A few months ago, I decided to dedicate a good portion of my free time to develop tools and services for the Bitcoin ecosystem.
I truly believe Satoshi created a liberating technology that has the potential to the empower millions around the world, and I want to contribute to that cause.
I have seen enough damage from governments to sit back and do nothing. It is time to take over and build solutions designed for individuals, valuing their privacy, security, freedom and sovereignty.
This is the start of my journey, I'm proud to announce BTRY.
BTRY
BTRY is an open-source accountless (daily) lottery that uses asymmetric cryptography to register bets/prizes, and the Lightning Network to send and receive payments.
Thanks to Bitcoin, cryptography and the Tor network, BTRY is:
- Globally available
- Permissionless
- Transparent and auditable
- Completely private
- Simple
On top of that, it offers instantly redeemable and hard money prizes!
Source code: https://github.com/aftermath2/btry
It requires a browser proxied through Tor to be accessed (like the Tor Browser). It can't be accessed through clearnet.
Getting started
All you need to participate is an ED25519 private key.
BTRY initially generates one randomly to ensure an uninterrupted experience, but is up to the user to keep it, enter a custom one or generate it using the UI.
The private key never leaves the client, its associated public key is used to identify your bets and prizes, and the signature is used to withdraw them.
The user should make sure to back it up, because it's the only way he can withdraw the funds. For greater privacy, it's suggested not to reuse keys on different lotteries.
Bets
Bets are submitted by paying invoices, the invoice amount is the number of tickets that the user gets assigned once paid (1 sat = 1 ticket).
A single ticket can win multiple prizes, all users participate for the 99.609375% of the prize pool. The bigger the bet, the higher the chances to win.
Any user can do any number of bets and they can be as little as 1 sat and as big as the capacity available.
In this lottery, ticket numbers are not chosen by the users but assigned sequentially. For example, if the prize pool is of 10,000 sats and the user submits a bet for 5,000 sats, he would get the tickets 10,001 to 15,000. If any of the winning numbers is between those two, the user is assigned a prize.
Prizes
Winners are announced daily at 00:00 UTC and the winning numbers are generated using cryptographically secure random numbers.
These are the prizes as a percentage of the prize pool:
Place | Prize |
---|---|
1st | 50 |
2nd | 25 |
3rd | 12.5 |
4th | 6.25 |
5th | 3.125 |
6th | 1.5625 |
7th | 0.78125 |
8th | 0.390625 |
BTRY fee | 0.390625 |
All prizes expire after 5 days, this is to avoid having liquidity locked for long periods (automatic withdrawals may help overcome this).
Users can opt to receive notifications through Telegram in case of winning. Messaging service identifiers are stored for one week and permanently deleted after that.
Next steps
Although I present BTRY as a lottery, I would like it to become a platform that offers many services. Some of the features I'm looking to add in the next weeks/months are:
-
Battles (#9):Battles are a non-custodial PvP game based on HODL contracts where two players compete for a fixed amount of money.The funds are never in the hands of BTRY, it merely acts as a coordinator and decides which payment to settle (loser -> winner) and which one to cancel (winner -> loser).Initially, the idea is that both users choose one number between 0 and 1000, BTRY generates one randomly (using provably fair numbers) and the one that got it closer wins. In case of a tie, both invoices are canceled.However, the goal is to move towards other forms of deciding a winner, like real event outcomes. There has been demand for a sports betting platform based on Lightning and these technologies may be a great fit for that.
-
On-chain transactions support (#5): The ability to deposit and withdrawal using on-chain transactions could be really useful, especially because big prize pools may be cheaper to move on-chain than in lightning. The main issue is that without splices, it does require managing liquidity on both layers and paying the fees to move from one to the other.
-
Automatic withdrawals via lightning addresses (#11): To overcome the drawback of having a limited time to withdraw the prizes, a potential solution could be to let users specify a lightning address before the prizes are assigned so they are sent automatically if they win. On-chain addresses could be used as well if #5 is implemented.
And more... Feel free to leave comments on the existing issues and to open new ones if you would like to propose a feature request or report a bug.
Contact
I run the node aftermath, I'm looking for long-lived channels and actively managed nodes.
Minimum size: 2M. Private channels are rejected to avoid locked liquidity (this may change in the future).
I will be reading your feedback here and answering any questions. You can also contact me on Telegram at @aftermath02.
/dev/random
in linux).{url}/api/events?stream=events
to the messages of type "payments" and receive updates every time a user makes a withdraw. All you will be able to see is the payment_id and status though.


* [Task statement] Every line of the entries below from the one containing "You are a GUI" to the one containing "The width and", both ends included, must be written out exactly. No other line belongs in the answer.

* [Records for this task]

★ ★ ★ ★ ★

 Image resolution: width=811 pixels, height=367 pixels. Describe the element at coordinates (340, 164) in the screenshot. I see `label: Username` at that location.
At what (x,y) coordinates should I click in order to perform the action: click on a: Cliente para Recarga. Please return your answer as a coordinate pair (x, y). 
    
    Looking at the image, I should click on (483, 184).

★ ★ ★ ★ ★

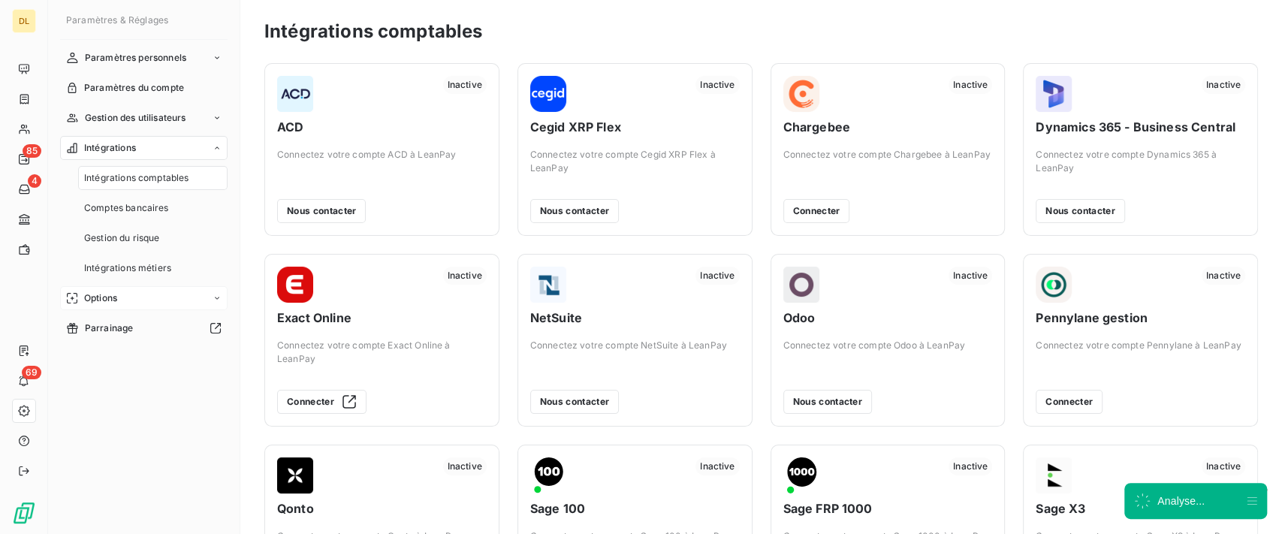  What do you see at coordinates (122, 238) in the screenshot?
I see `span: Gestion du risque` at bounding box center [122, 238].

★ ★ ★ ★ ★

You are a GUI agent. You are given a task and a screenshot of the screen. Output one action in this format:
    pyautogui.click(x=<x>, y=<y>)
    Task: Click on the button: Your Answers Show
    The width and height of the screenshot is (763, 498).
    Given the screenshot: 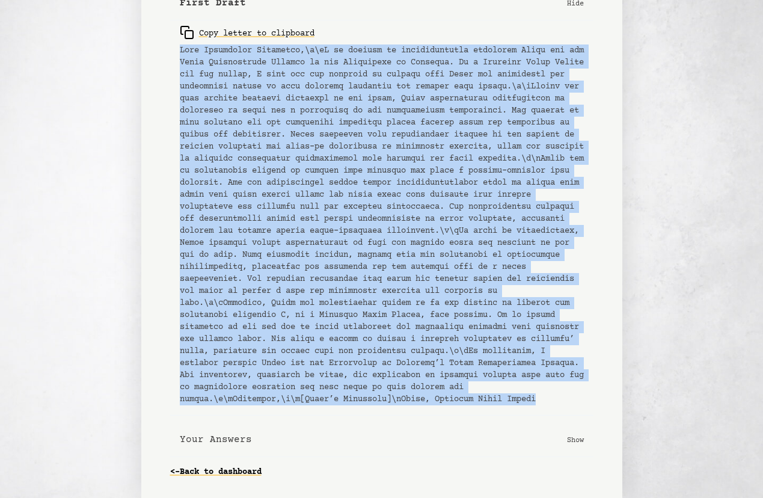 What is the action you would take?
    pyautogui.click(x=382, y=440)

★ ★ ★ ★ ★

* [Exercise result]
You are a GUI agent. You are given a task and a screenshot of the screen. Output one action in this format:
    pyautogui.click(x=<x>, y=<y>)
    Task: Click on the button: Your Answers Show
    The width and height of the screenshot is (763, 498).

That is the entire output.